Here’s one of the stories from the chapter on lying clients.2 A young woman moves to the big city and marries a guy. On the day the husband leaves for Hawaii, his sister takes his wife out shopping. After a lovely day, the wife borrows the sister’s car, promising to return it. The next morning, the sister looks out her window, sees her car, and assumes the wife returned it. Until the husband calls to say he arrived safely and that he tried calling his wife to tell her but there was no response. The sister drops by and discovers the wife, shot through the head, and dead on the couch. Time of death: while the husband’s plane was in the air. As luck would have it, on the day of the marriage, an insurance salesman that happened to know the sister happened to drop by the husband’s house and sell the husband insurance policies with a double-indemnity clause for himself and his wife. A policy that went into effect, as luck would have it, on the day that the husband flew off to Hawaii. The big, bad insurance company is a little suspicious and hires Lipset to look into the case. Lipset finds the wife’s family who tells him that the wife had been in a traumatic auto-accident as a child and was terrified of driving and never learned how. Oops. In fact, she didn’t even have a drivers license – she had one of those state IDs that look like licenses but aren’t. The evidence that Lipset discovers isn’t enough for an arrest – but his research about the insurance policy is enough for the insurance company to win their case in court.

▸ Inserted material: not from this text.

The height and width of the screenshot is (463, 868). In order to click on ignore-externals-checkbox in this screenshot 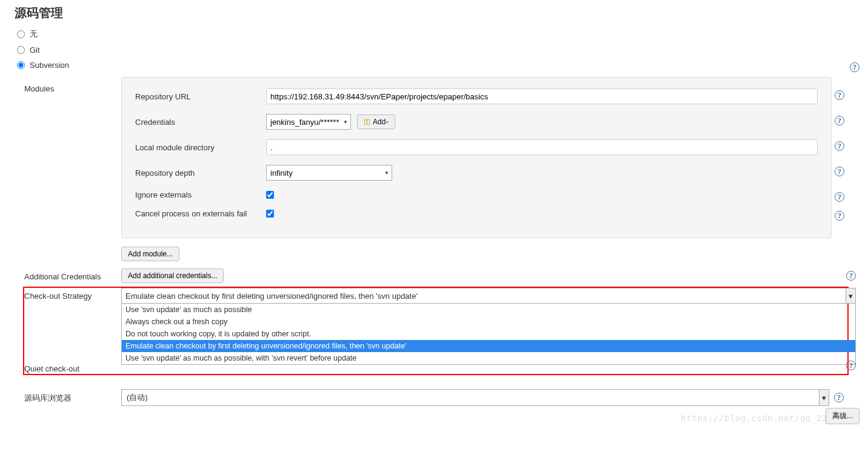, I will do `click(270, 195)`.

Is it a major case, destined to change the world? No. Would anyone write a murder mystery about it? Probably not. But it’s interesting, clever how Lipset puts clues together to form a theory about what happened.

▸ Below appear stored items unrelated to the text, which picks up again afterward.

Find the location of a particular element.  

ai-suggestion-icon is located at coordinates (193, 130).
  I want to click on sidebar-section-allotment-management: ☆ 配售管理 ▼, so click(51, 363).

There’s an entire chapter about Lipset’s work re-acquiring children who had been taken out of the country by non-custodial parents. Other chapters cover electronic wire-tapping, which apparently Lipset was in on the early days of; his work with cults, including the Jim Jones cult; how he got his start (in the military); the role of coincidence in his work; his work in divorce cases – something murder mystery detectives generally look down on; and his work on Watergate and even his work on the Polly Klass case.
This is a very easy book to read and a lot of fun.